I recently noticed two different television series using the exchange of the Sign of Peace as a emblematic image of what Christians do in church. In the animated tragicomedy BoJack Horseman, the title character, in his ongoing arc of existential self-loathing, ends up attending a recreated church service in something like Colonial Williamsburg (except it’s for for anthropomorphized horses) that culminates in the sign of peace, a practice with which BoJack is clearly unfamiliar and which leaves him contemplating the possibility that it might just be possible for him to find peace and release from his own self-loathing. In the equally tragicomic Fleabag, the never-named protagonist , who uses sex as a way to numb her sense of emptiness and guilt, falls in love with a Catholic priest and finds herself—a self-professed atheist—doing odd things like attending Mass and engaging in the strange practice of shaking hands with strangers and wishing them peace.
It is worth noting that this is a practice that, in its current form of a handshake accompanied by a verbal wishing of peace, is a largely modern invention, an attempt by the modern liturgical movement to recreate something like the early Christian Kiss of Peace. Those who deride modern liturgies as “fabricated” might present the Sign of Peace as Exhibit A, since it is not something that arose from popular practice and has at best an indirect connection to historic practice. But whatever its provenance, the Sign of Peace seems to have become in the popular imagination a distinctively Christian and Catholic ritual, no less than veiled nuns and altar boys ringing bells. It is one of those weird things that Christians do.
I think there is something to the fact that this practice features in shows in which the main characters struggle with immense guilt and self-hatred, and which are largely populated by people who, while they may love their family and friends, seem to be incapable of giving expression to that love. This simple—and some critics might even say banal—Christian practice clearly speaks to the writers of these shows as something found within churches that speaks to the anguish of the human condition. In an age when so much Christian practice seems irrelevant and incomprehensible to the wider culture, it is at least worth noting that this particular practice, fabricated or not, speaks a word to that culture of hope for healing and forgiveness.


▸ THE PROBLEM:
For the entries below, report the number of lines where the string "锻造用料除了通常的碳素钢和合金钢" appears, and only that number.

Dataset entries on figures
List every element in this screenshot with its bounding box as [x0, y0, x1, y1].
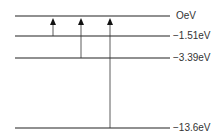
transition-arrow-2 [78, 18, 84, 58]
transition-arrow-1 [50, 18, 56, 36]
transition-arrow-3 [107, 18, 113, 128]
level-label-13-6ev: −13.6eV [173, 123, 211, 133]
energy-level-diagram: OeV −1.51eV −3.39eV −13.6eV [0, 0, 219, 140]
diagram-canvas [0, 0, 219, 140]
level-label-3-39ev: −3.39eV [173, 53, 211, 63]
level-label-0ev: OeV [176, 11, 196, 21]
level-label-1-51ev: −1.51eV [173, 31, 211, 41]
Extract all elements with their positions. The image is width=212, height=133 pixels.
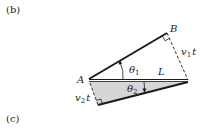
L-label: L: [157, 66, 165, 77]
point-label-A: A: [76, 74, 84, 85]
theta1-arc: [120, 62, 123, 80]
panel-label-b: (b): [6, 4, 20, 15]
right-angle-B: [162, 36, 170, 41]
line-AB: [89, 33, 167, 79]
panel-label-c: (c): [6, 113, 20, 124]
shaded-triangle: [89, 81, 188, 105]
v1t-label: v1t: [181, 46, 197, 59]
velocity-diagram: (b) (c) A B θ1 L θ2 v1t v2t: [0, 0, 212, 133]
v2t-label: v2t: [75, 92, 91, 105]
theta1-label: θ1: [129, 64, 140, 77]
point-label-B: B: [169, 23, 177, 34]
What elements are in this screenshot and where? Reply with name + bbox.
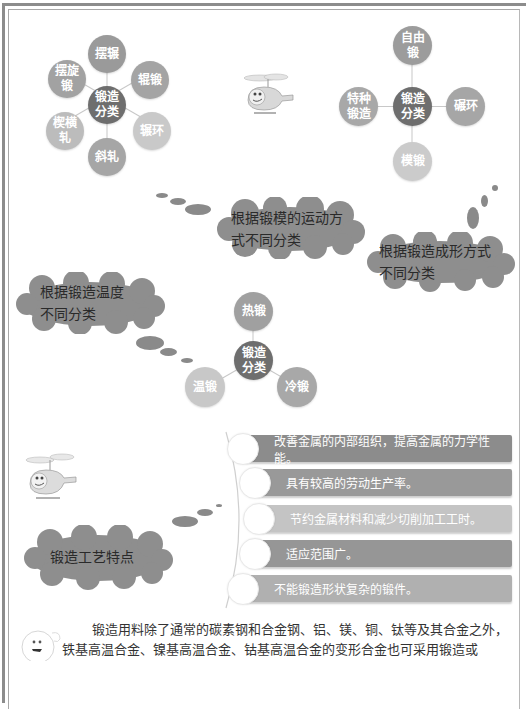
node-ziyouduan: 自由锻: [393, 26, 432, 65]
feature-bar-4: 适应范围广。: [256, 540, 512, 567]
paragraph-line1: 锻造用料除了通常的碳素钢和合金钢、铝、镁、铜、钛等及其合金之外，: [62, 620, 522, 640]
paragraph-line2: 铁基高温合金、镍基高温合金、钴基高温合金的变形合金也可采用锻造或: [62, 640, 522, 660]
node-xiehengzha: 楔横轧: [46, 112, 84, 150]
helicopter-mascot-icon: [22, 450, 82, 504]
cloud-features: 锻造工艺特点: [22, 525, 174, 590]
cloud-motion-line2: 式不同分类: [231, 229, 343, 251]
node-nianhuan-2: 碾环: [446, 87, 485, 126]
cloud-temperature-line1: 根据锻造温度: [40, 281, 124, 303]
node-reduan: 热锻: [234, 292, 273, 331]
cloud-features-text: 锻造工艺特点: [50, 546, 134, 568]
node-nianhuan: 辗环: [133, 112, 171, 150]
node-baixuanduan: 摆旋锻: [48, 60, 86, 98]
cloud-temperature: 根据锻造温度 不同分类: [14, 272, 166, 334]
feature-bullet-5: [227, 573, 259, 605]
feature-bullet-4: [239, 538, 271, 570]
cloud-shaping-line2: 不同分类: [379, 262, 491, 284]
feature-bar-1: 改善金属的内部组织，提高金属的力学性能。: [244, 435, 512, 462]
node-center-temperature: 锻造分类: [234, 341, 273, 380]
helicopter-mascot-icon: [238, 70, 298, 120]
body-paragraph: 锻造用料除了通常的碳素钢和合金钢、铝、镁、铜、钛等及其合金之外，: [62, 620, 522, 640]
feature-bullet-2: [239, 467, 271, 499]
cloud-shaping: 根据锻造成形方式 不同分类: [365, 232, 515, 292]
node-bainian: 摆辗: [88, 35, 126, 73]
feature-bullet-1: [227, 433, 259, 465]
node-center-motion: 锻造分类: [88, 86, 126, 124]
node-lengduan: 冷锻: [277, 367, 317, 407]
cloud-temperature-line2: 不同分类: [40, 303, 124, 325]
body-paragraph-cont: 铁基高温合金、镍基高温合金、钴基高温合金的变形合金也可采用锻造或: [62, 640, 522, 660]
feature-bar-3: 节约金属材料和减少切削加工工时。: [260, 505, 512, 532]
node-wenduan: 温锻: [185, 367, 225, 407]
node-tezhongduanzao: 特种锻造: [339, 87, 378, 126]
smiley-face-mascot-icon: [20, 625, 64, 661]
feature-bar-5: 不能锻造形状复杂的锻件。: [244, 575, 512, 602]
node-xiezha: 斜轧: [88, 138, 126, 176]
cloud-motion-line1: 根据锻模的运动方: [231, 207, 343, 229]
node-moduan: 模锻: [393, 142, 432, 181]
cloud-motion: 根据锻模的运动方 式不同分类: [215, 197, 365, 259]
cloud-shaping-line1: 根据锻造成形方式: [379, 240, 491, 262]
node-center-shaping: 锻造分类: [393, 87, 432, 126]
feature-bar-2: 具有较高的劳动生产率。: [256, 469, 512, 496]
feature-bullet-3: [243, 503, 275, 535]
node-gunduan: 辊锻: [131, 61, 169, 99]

▸ ANSWER SECTION:
2